On Mar 10, 2010, at 12:48 PM, Nick Perez wrote:

On Wed, 10 Mar 2010 12:19:12 -0500
Sir Robert Burbridge <[email protected]> wrote:

What's bad about them? What makes them "annoying and ugly?"

The biggest problem with Attributes in general is that they are just
dumb strings. All that you see in Cat ":PathPart('blah')" has to be
parsed and ascribed meaning. PathPart isn't special. It isn't really
some function call. And once you strip away the veneer and realize what
an ugly hack it is built on top of parsed strings given meaning, you
want to avoid them for representing complex pieces of information.

Additionally they usually need to be captured very early in the compile-time cycle, way before they can actually be useful. The result is that you end up having to a lot of your own bookkeeping code to manage them. This is why you have to do this:

  package My::Catalyst::Controller;
  use Moose;
  BEGIN { extends 'Catalyst::Controller' }

Because Catalyst::Controller must capture the attributes in your file at compile time, and if 'extends' is not called at BEGIN time then it is too late to capture the attributes.

Also the API that Perl provides for them is quite possibly one of the most awkward APIs I have ever had the displeasure to work with.

In short, they look nice, they seem nice, but actually using them is a messy nightmare best avoided.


# What is needed
Copy exactly. Include the line containing "Detect man and", every line after it, and the last line below, but no pictures.
START Data in this exercise
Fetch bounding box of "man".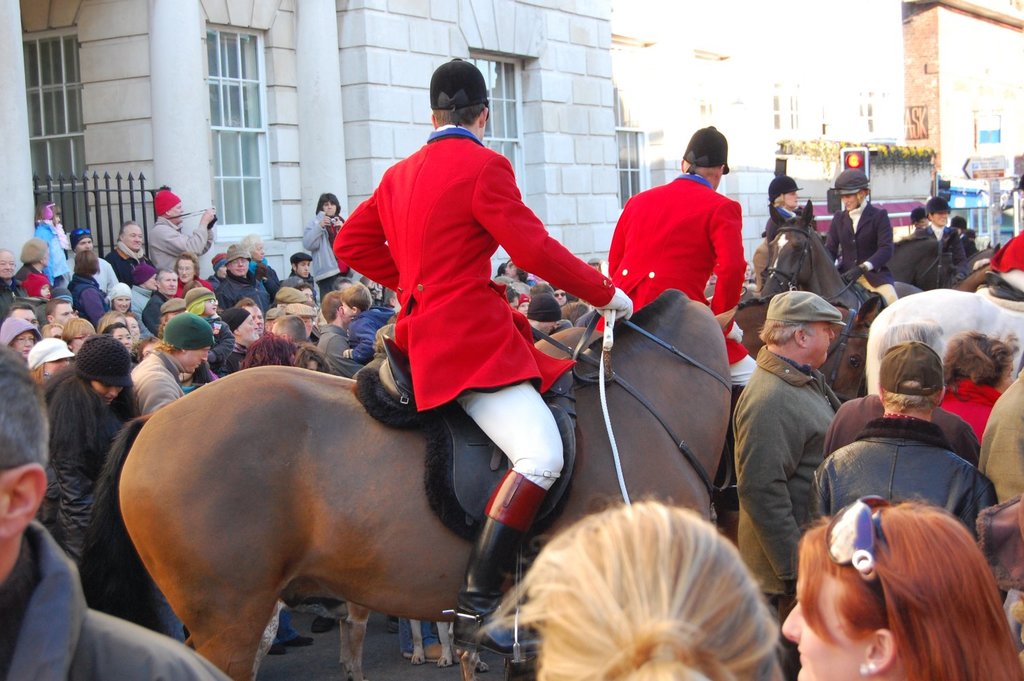
Bbox: 729,299,846,612.
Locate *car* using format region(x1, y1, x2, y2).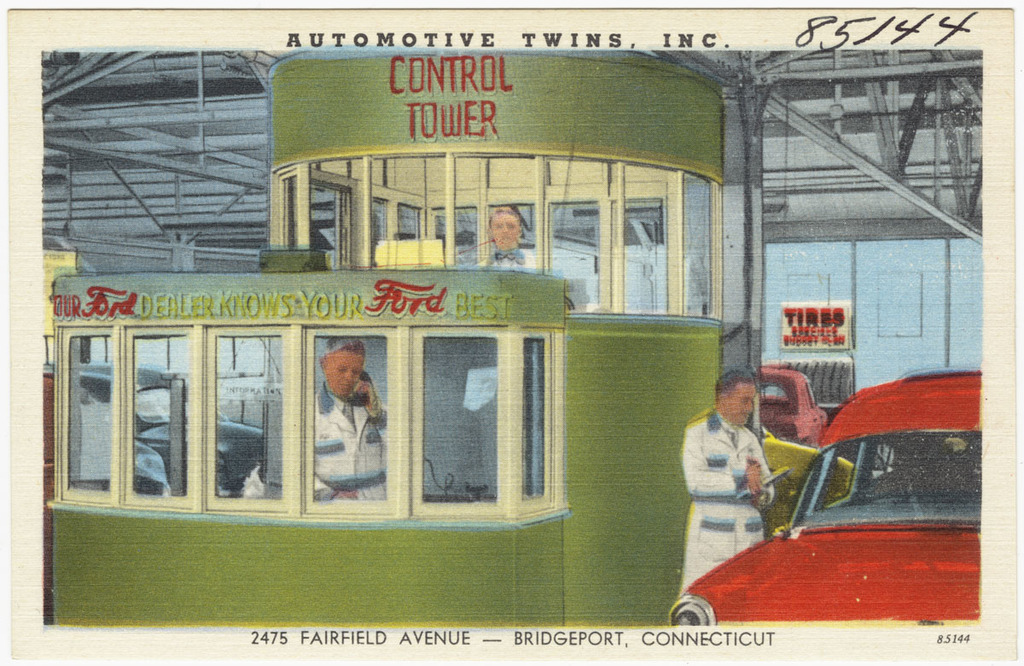
region(748, 420, 858, 525).
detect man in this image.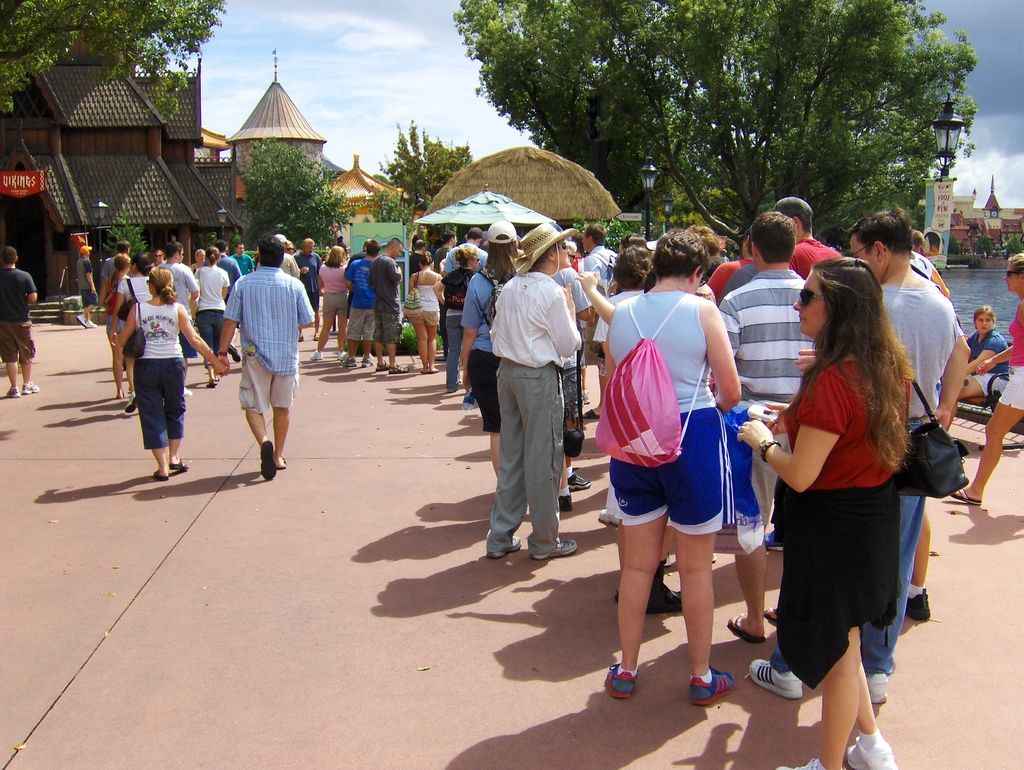
Detection: [0,248,51,403].
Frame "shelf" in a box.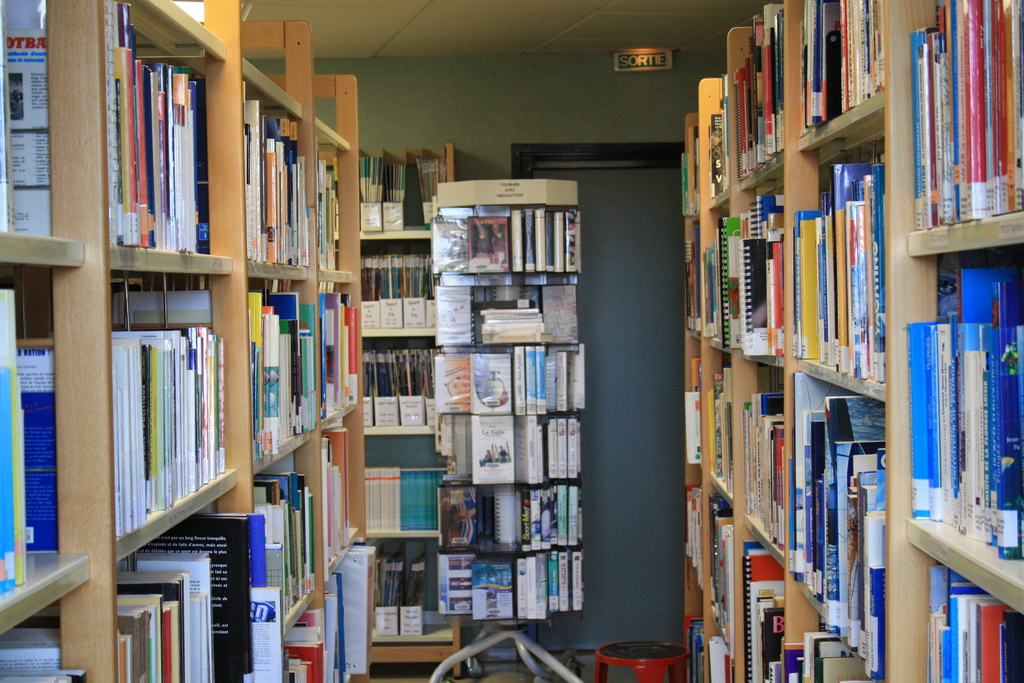
Rect(440, 251, 601, 283).
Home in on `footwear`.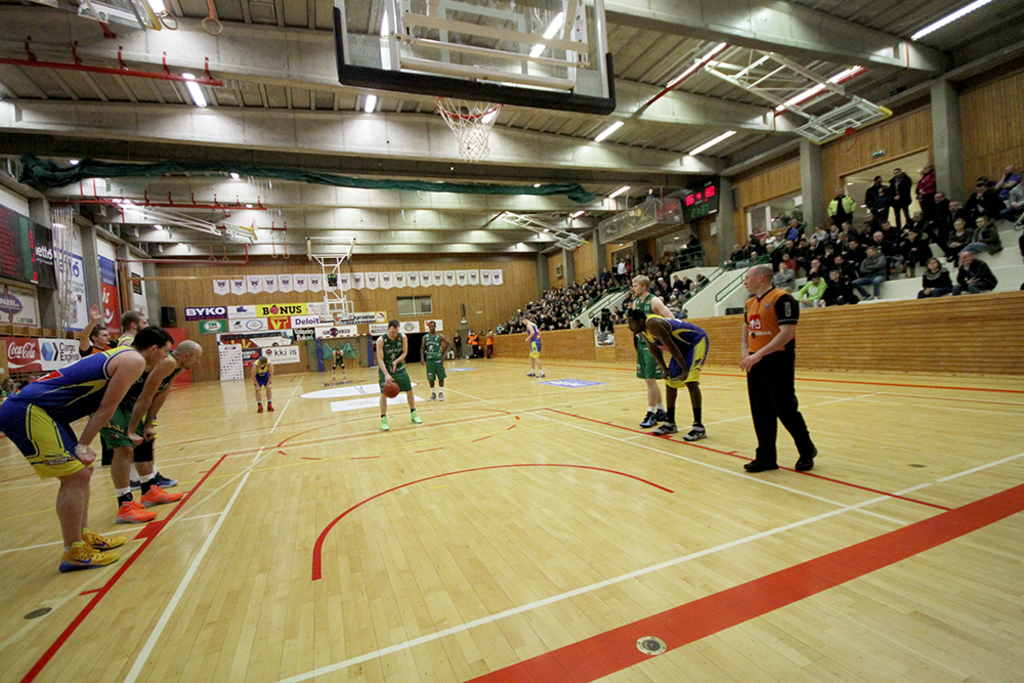
Homed in at region(380, 415, 385, 432).
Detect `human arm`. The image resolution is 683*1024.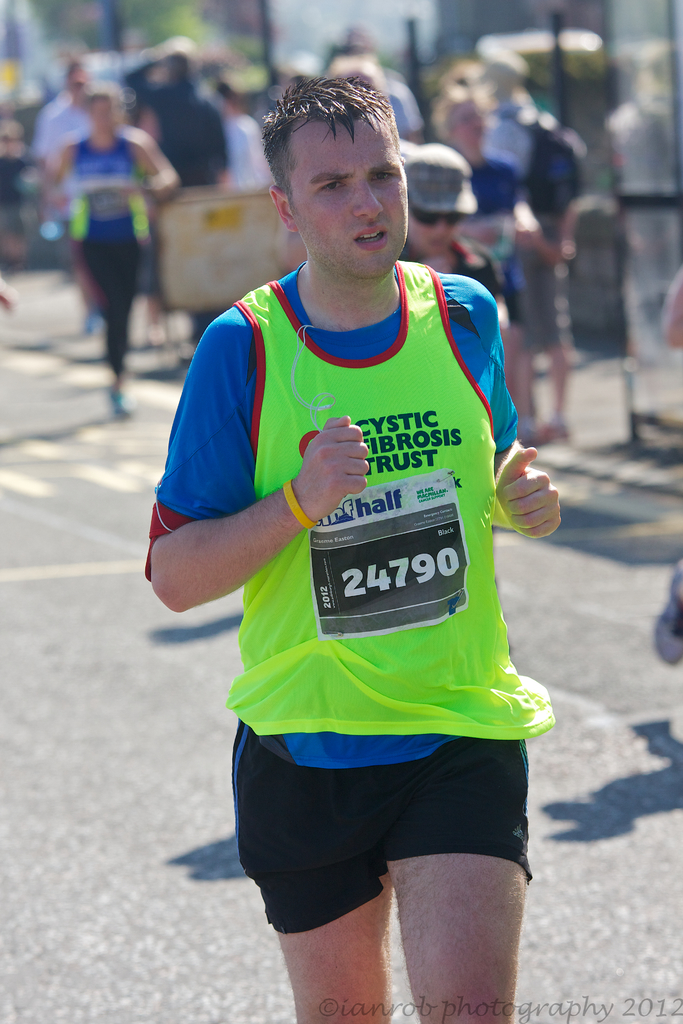
[x1=148, y1=347, x2=393, y2=649].
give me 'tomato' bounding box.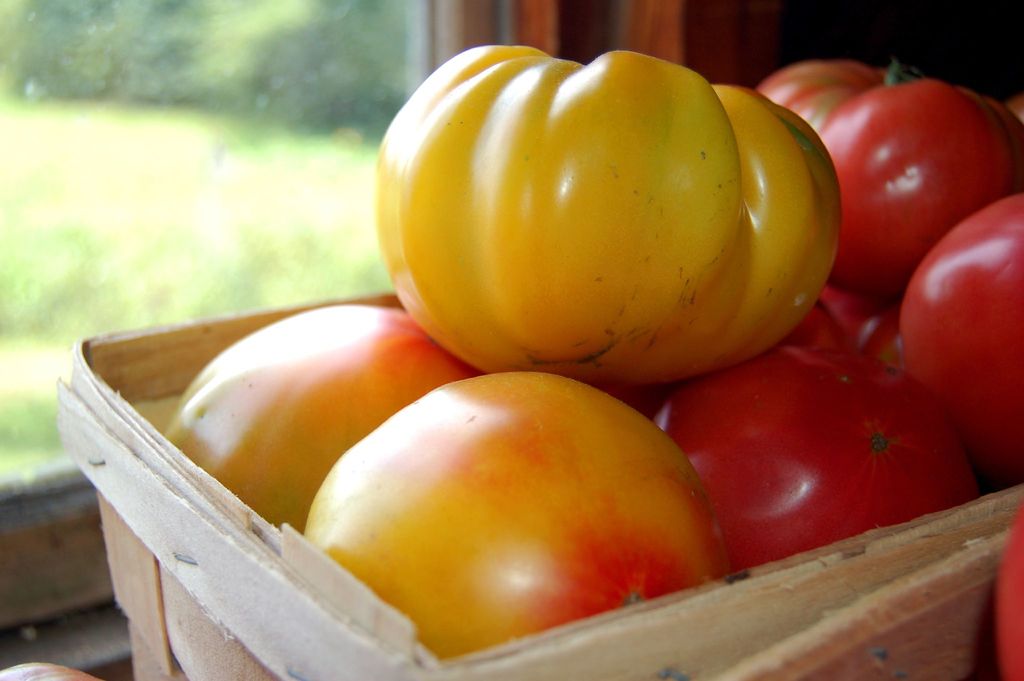
bbox(761, 59, 1023, 295).
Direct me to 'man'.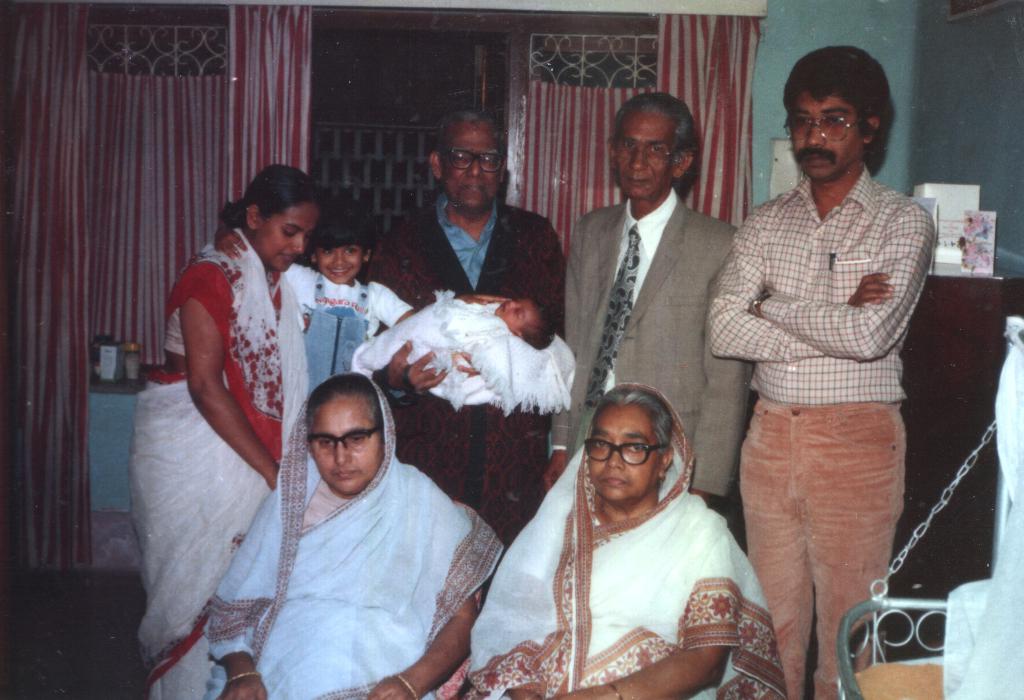
Direction: locate(702, 40, 941, 699).
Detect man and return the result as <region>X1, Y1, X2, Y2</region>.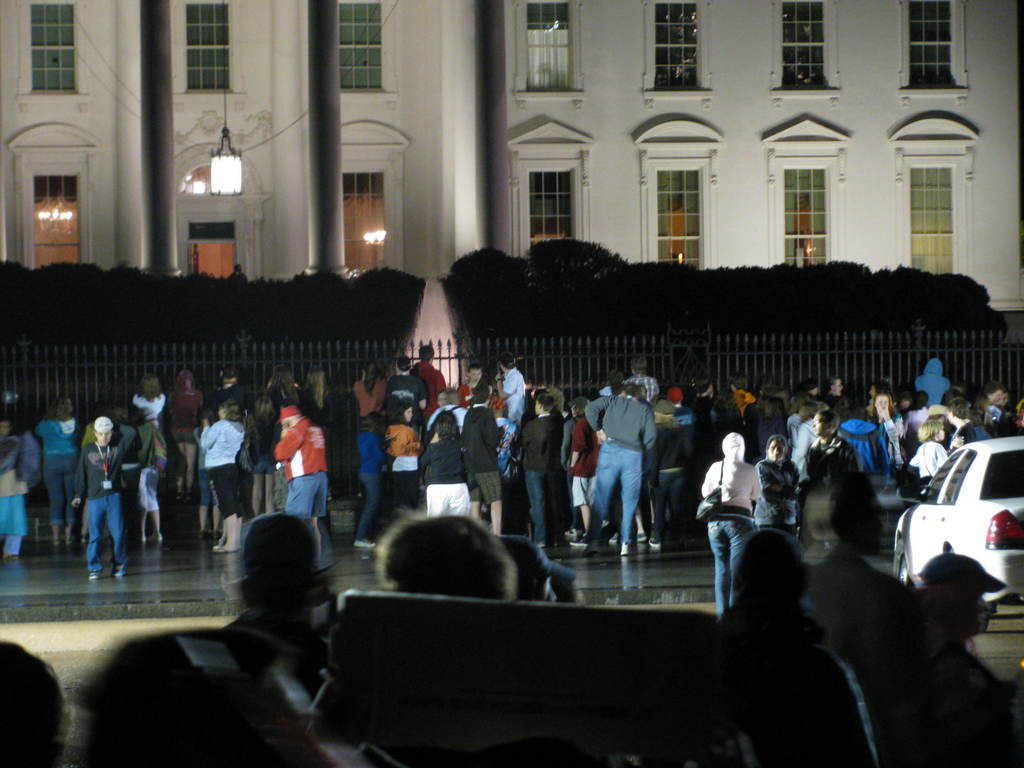
<region>273, 406, 329, 567</region>.
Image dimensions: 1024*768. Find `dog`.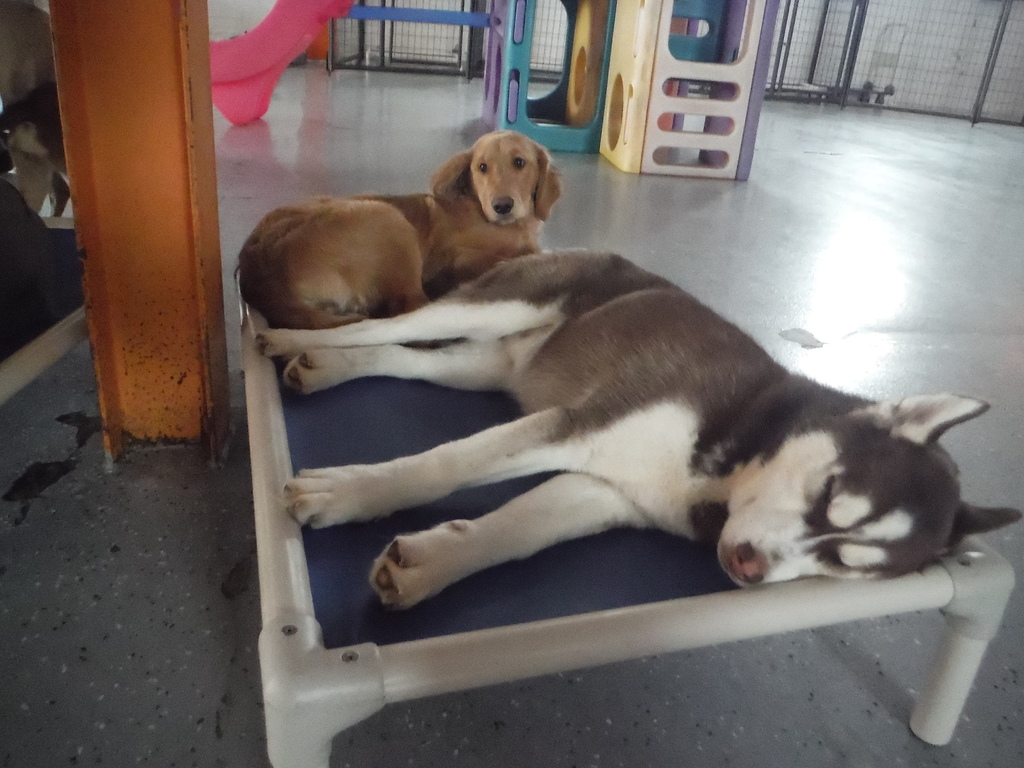
bbox=[259, 240, 1023, 591].
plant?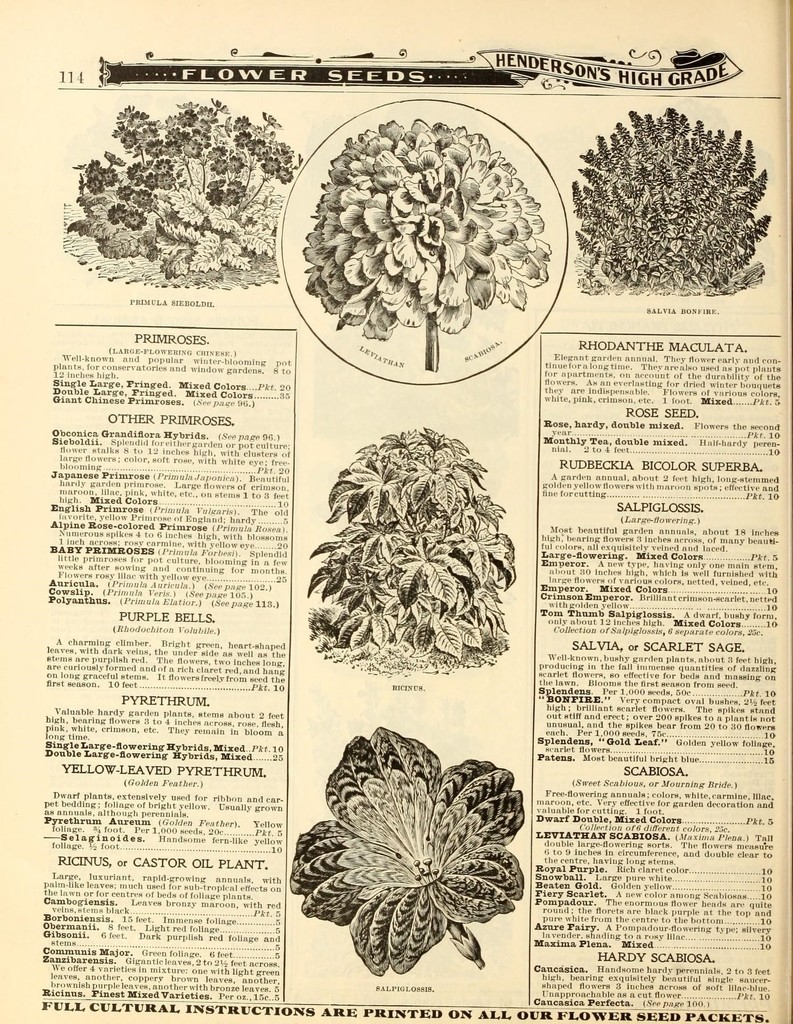
[562, 104, 778, 305]
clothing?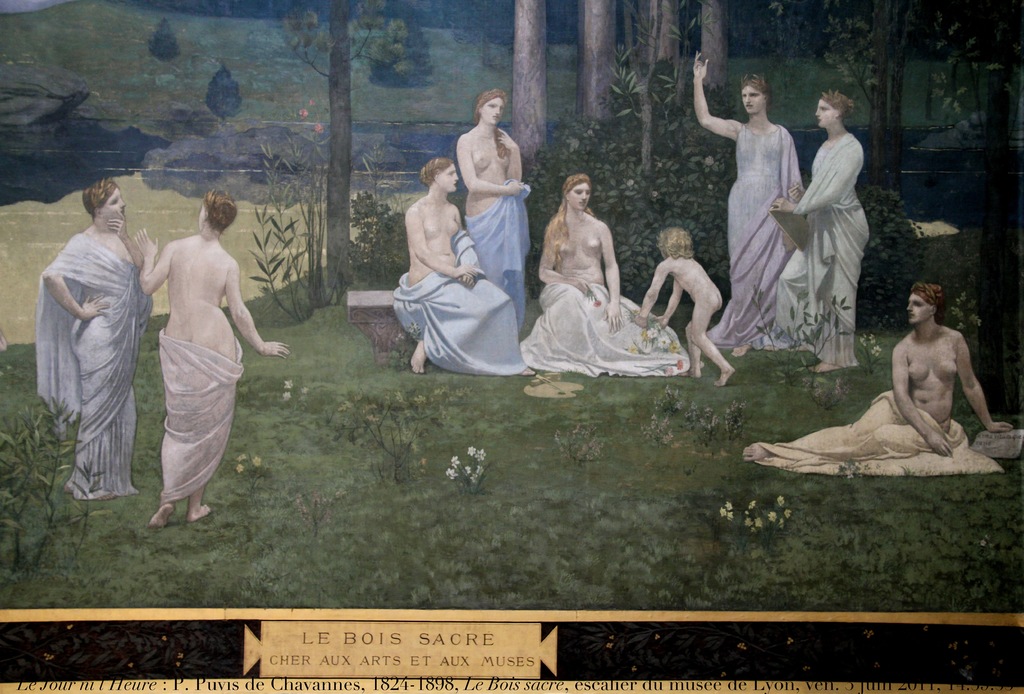
x1=706, y1=128, x2=808, y2=354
END Data in this exercise
# Solution to this task
Detect man and return the result as <region>X1, Y1, X2, Y2</region>.
<region>273, 406, 329, 567</region>.
Image dimensions: 1024*768. Find `dog`.
bbox=[259, 240, 1023, 591].
plant?
[562, 104, 778, 305]
clothing?
x1=706, y1=128, x2=808, y2=354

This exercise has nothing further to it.